The best alternative and possibly the best solution is magnificently simple: get out of the way, back off, and remove the imposed barriers and mandates. The millions of individual decisions will add up most efficiently to solve the situation. Still, there are children and incapacitated adults who do need assistance, yet unencumbered charities have been adequate in the past and enormously less expensive.


Merely to place cost assessment upon age is indefensible and unjustifiable. Some of the greatest contributions to civilization have come from people in upper age. Look at Winston Churchill who at 66 inspired his British nation to stand up against almost insuperable odds and defend itself against the WW II German Forces. The head cardiologist at a prominent hospital in Long Beach is still actively in practice, contributing much to his hospital, his patients, and his community. He is in his eighties, and one of his patients, who is a very successful inventor and developed the Holter Monitor, is 96 years-old and is still managing his company successfully. Examples like these are all over this country, and they totally belie the disingenuous Rahm Emanuel notion that younger age has more to contribute than experienced older age. In the United States, individuals of all ages are important, not groups.

In the present House and Senate forms of the propositions to “reform” today’s health care system of the United States, there is nothing that is a positive contribution to the benefit of our citizenry. Introducing government’s intrusion (Medicare and Medicaid) into Medicine in the first place (1965) has hampered the profession of medicine unnecessarily.

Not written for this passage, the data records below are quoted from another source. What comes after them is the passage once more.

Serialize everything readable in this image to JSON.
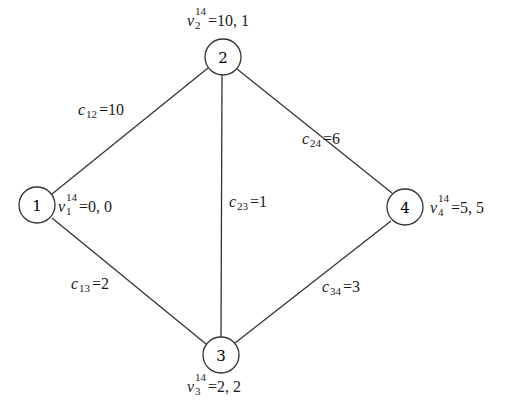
{
  "graph": {
    "nodes": [
      {
        "id": "1",
        "label": "1",
        "x": 37,
        "y": 205,
        "value_var": "v",
        "value_sub": "1",
        "value_sup": "14",
        "value": "=0, 0"
      },
      {
        "id": "2",
        "label": "2",
        "x": 223,
        "y": 57,
        "value_var": "v",
        "value_sub": "2",
        "value_sup": "14",
        "value": "=10, 1"
      },
      {
        "id": "3",
        "label": "3",
        "x": 221,
        "y": 355,
        "value_var": "v",
        "value_sub": "3",
        "value_sup": "14",
        "value": "=2, 2"
      },
      {
        "id": "4",
        "label": "4",
        "x": 405,
        "y": 207,
        "value_var": "v",
        "value_sub": "4",
        "value_sup": "14",
        "value": "=5, 5"
      }
    ],
    "edges": [
      {
        "from": "1",
        "to": "2",
        "var": "c",
        "sub": "12",
        "value": "=10"
      },
      {
        "from": "2",
        "to": "3",
        "var": "c",
        "sub": "23",
        "value": "=1"
      },
      {
        "from": "2",
        "to": "4",
        "var": "c",
        "sub": "24",
        "value": "=6"
      },
      {
        "from": "1",
        "to": "3",
        "var": "c",
        "sub": "13",
        "value": "=2"
      },
      {
        "from": "3",
        "to": "4",
        "var": "c",
        "sub": "34",
        "value": "=3"
      }
    ]
  }
}
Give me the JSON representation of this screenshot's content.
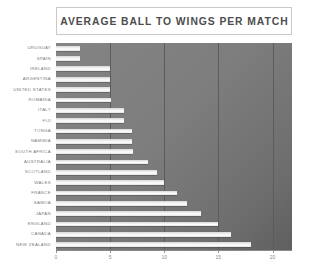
{
  "chart_data": {
    "type": "bar",
    "orientation": "horizontal",
    "title": "AVERAGE BALL TO WINGS PER MATCH",
    "xlabel": "",
    "ylabel": "",
    "xlim": [
      0,
      21.8
    ],
    "xticks": [
      0,
      5,
      10,
      15,
      20
    ],
    "xtick_labels": [
      "0",
      "5",
      "10",
      "15",
      "20"
    ],
    "grid": true,
    "grid_axis": "x",
    "legend": false,
    "categories": [
      "URUGUAY",
      "SPAIN",
      "IRELAND",
      "ARGENTINA",
      "UNITED STATES",
      "ROMANIA",
      "ITALY",
      "FIJI",
      "TONGA",
      "NAMIBIA",
      "SOUTH AFRICA",
      "AUSTRALIA",
      "SCOTLAND",
      "WALES",
      "FRANCE",
      "SAMOA",
      "JAPAN",
      "ENGLAND",
      "CANADA",
      "NEW ZEALAND"
    ],
    "values": [
      2.2,
      2.2,
      5.0,
      5.0,
      5.0,
      5.1,
      6.3,
      6.3,
      7.0,
      7.0,
      7.1,
      8.5,
      9.3,
      10.0,
      11.2,
      12.1,
      13.4,
      15.0,
      16.2,
      18.0
    ],
    "bar_color": "#f2f2f2",
    "plot_background": "#7d7d7d",
    "gridline_color": "#5c5c5c",
    "title_text_color": "#4d4d4d",
    "tick_label_color": "#8d8d8d",
    "category_label_color": "#7b7b7b"
  }
}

Real non-coercive improvement in today’s medical delivery system could be achieved by aggressive tort reform, by removing government mandates in insurance policies, by removing restrictions of insurance policy sales across state lines, by removal of government imposed restrictions on personal payment for treatments and office visits, and by government’s reimbursement for its mandated emergency-room care across the country. These real entities are not even mentioned in the massive bill.


I love the profession of medicine that I have experienced since graduating from our USC School of Medicine in 1958. I shudder at the potential individual degradation that would occur with passage of the proposed Democrat Medical “Reform” bill being propelled against the desires of the majority of doctors of medicine and US citizens.


David L. Wood, M.D., Long Beach, CA, November 19, 2009.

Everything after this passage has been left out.